Which is as close as I've seen to a confirmation that Apple and its PA Semi division are licensing the ARM designs for tablets and such.  Until now they've been a secret licensee.

ARM is widely expected to outpace Intel in the red hot ultra-mobile space over the next three to five years due to its small, power efficient designs.

I believe we'll have confirmation of that ARM-Apple relationship in T-Minus 48 hours and counting...

Comments (11)

hope its The new multicore A9 !!!!!!

the iphone has an ARM processor. nobody's been outed

Samsung makes the iPhone's processor.  Apple hasn't directly licensed that processor

Wow, this "suspense" is almost overwhelming. Now, Seth, maybe, this secret may be coming to light. The nondisclosure of the ARM corporation people, makes me think that the Apple's PA Semi people, may have an advanced design of the multi-core ARM Cortex A9 processor, for the iSlate, iPad...
The news has been that Marvel Corp. who bought the Intel XScale processor design, is purported to be developing a "quad-core" ARM Cortex A9. This may be far fetched, but I would venture, that PA Semi, will have an ARM Cortex A9 "Quad core," running at 1GHz+ ready for the Apple tablet. I may be wrong, but I am going to guess, that Steve Jobs, is visionary, and way ahead of the others, including, Nvidia's Tegra 2. Just "a hunch," and my thoughts, about all the secrecy.
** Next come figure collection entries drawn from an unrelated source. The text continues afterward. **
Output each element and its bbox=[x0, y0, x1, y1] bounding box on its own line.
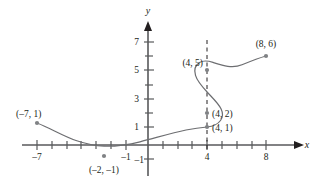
x-axis: x bbox=[22, 139, 310, 150]
x-tick-label-neg1: –1 bbox=[120, 152, 131, 162]
data-point bbox=[205, 68, 209, 72]
y-tick-label-3: 3 bbox=[134, 94, 139, 104]
point-label-4-5: (4, 5) bbox=[182, 58, 203, 69]
data-point bbox=[205, 111, 209, 115]
y-axis-label: y bbox=[145, 5, 151, 16]
point-label-4-2: (4, 2) bbox=[212, 109, 233, 120]
y-axis-arrow-icon bbox=[144, 21, 152, 31]
data-point bbox=[264, 54, 268, 58]
point-label-8-6: (8, 6) bbox=[256, 39, 277, 50]
data-point bbox=[205, 125, 209, 129]
y-axis-ticks bbox=[144, 42, 154, 159]
x-axis-label: x bbox=[304, 139, 310, 150]
point-label-4-1: (4, 1) bbox=[212, 123, 233, 134]
y-tick-label-neg1: –1 bbox=[134, 155, 145, 165]
y-tick-label-5: 5 bbox=[134, 65, 139, 75]
y-axis: y bbox=[144, 5, 152, 176]
x-tick-label-8: 8 bbox=[264, 152, 269, 162]
graph-figure: x y bbox=[0, 0, 320, 186]
x-axis-arrow-icon bbox=[294, 141, 304, 149]
y-tick-label-1: 1 bbox=[134, 122, 139, 132]
data-point bbox=[35, 121, 39, 125]
point-label-neg7-1: (–7, 1) bbox=[16, 109, 41, 120]
point-label-neg2-neg1: (–2, –1) bbox=[89, 165, 119, 176]
x-tick-label-4: 4 bbox=[205, 152, 210, 162]
data-point bbox=[102, 154, 106, 158]
coordinate-plane-graph: x y bbox=[0, 0, 320, 186]
curve-reference-ignore bbox=[37, 60, 221, 146]
x-tick-label-neg7: –7 bbox=[31, 152, 42, 162]
y-tick-label-7: 7 bbox=[134, 37, 139, 47]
“all I can say is that there is one account we don’t ever talk about, and we don’t know what they’re doing on these types of products."

 

Evidently Bob has seen what happened to ATI when they spilled the beans about Apple products.  Ten years ago, around MacWorld SF, someone at ATI released a press kit mentioning that three new Macs would be offered with brand new high-end ATI graphics cards.  Fine, except that the press kit went out two days before Steve's keynote.  When Steve himself was to make those announcements.  Oops.

 

The result?  Steve removed all mention of ATI from his keynote slides and speech, cancelled a Radeon keynote demo, ordered all Radeon cards to be removed from all Macs on display at MacWorld SF, and stopped talking directly to anyone at ATI.   Apple then immediately began shipping systems with Nvidia graphics cards.

 

So, yeah, Bob, it's better that you don't mention Apple explicitly.  Especially if Steve has asked you not to.  Just ship that licensing fee to the bank and laugh.  Quietly.

maybe apple should have never sold its share of arm after co-founding it with acorn.

If I didn't have a contract with Apple, I'd say something like this to make sure that people still think AMD relevant.  A task that getting more and more difficult every day. 

I don't think ARM and AMD are the same thing.

Way back in the mid 90's, Apple used to own 43% of ARM

umm, i hate to play mr. obvious, but arm was a join venture between acorn, vlsi, and APPLE. thus, apple has effectively always been an arm licensee.